The hard part is identifying them. A study done by the Chicago Alliance Against Sexual Exploitation shows that the majority of johns are college-educated, have wives or girlfriends, and earn more than $40,000 a year.

"The people that are buying our children are the people that we know that look just like us," Miss Lisa says. "The people who are raping our daughters for profit are the people sitting next to us in our cubicles, the people sitting next to us in our pews. We have to start looking at who is demanding these girls."

And we have to stop calling prostituted children child prostitutes, she says. "You're a runaway, you're a whore, you're a this, you're a that. ... If we stop assigning these names to them, we'll get to know who they are.
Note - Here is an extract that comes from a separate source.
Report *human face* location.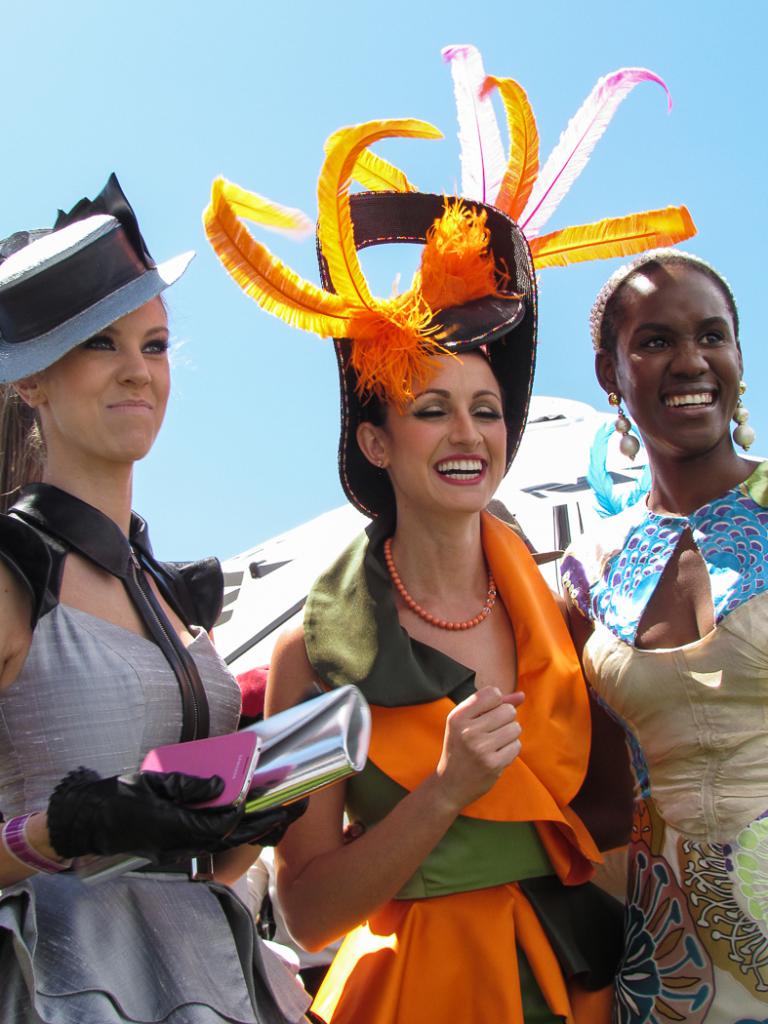
Report: 38 290 173 461.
"See this girl that we're trying to rescue and rehabilitate and transform -- she is a part of you. Every man, every woman, every boy, every girl was born of a woman or a girl. We're all connected to her, so we're all connected to this issue. It only takes one person to change another person's life."

To our brave one

Bea is sitting on a metal bench in the sunshine outside her dorm.
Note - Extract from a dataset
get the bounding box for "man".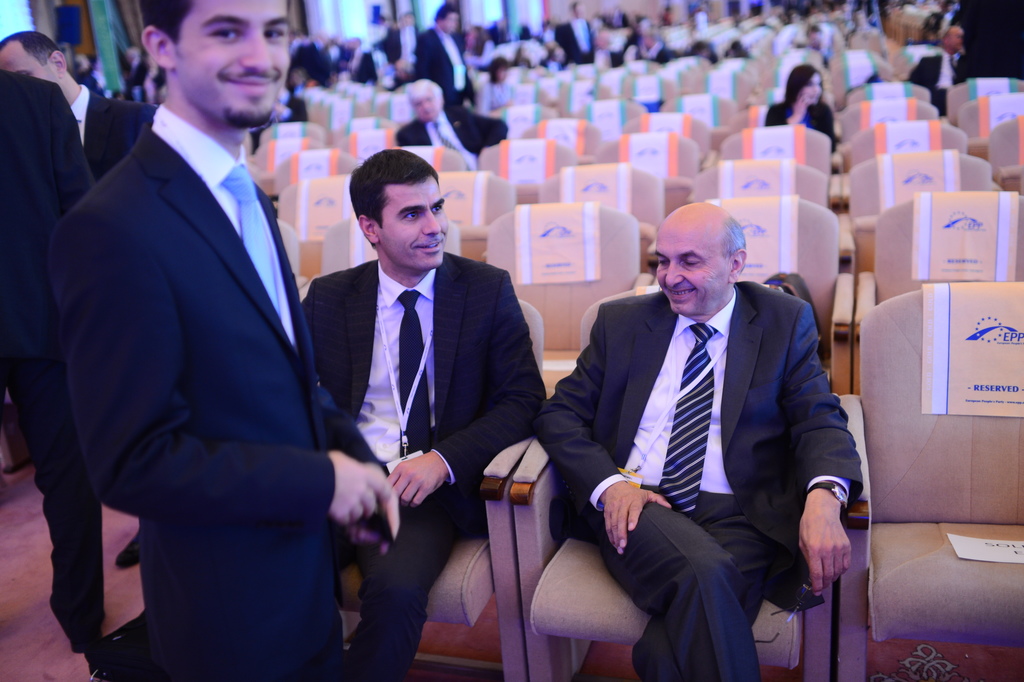
0,31,156,568.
It's hard to imagine this young lady as she once was. She wears jeans and Nike sneakers, hates neon colors, eats McDonald's chicken nuggets, watches "True Blood" and quotes "SpongeBob."

Kathy Becknel and Kelly Batcho of r2r design gave Bea's dorm room a makeover.
Kathy Becknel and Kelly Batcho of r2r design gave Bea's dorm room a makeover.

Bea isn't her real name. She asked that it be changed so she can start fresh as a freshman. She picked Bea as her pseudonym. What does it stand for? "Beautiful," she says with a proud smile. "I wouldn't have it any other way."

Miss Lisa calls for her -- in Bea's new room, there is one more surprise waiting. A design team has volunteered to transform her tile floors and plastic blue mattress into an oasis.

As Bea pushes the door open, Kathy Becknel and Kelly Batcho of r2r design clasp their hands in gleeful anticipation. "It's our own 'Extreme Makeover,'" Kelly confides. "We give them a beautiful space to start their life over."

Tears flow again as the women show Bea the shoe rack over her door, the plush green comforter, the flower arrangement near her bathroom sink. There's a cake on the desk dedicated "to our brave one" and a saying on the wall: "Live. Laugh. Love."

As the celebration winds down, Bea's resident assistant swings by to see if she wants to join the floor for dinner. Miss Lisa pushes the college-student-to-be out the door.

Like any mom who drops her kid off at college, she'll stay strong until she gets in the car. Then the tears will come. But for now, she does an uncharacteristic jump for joy as she watches Bea walk across the college campus, finally free.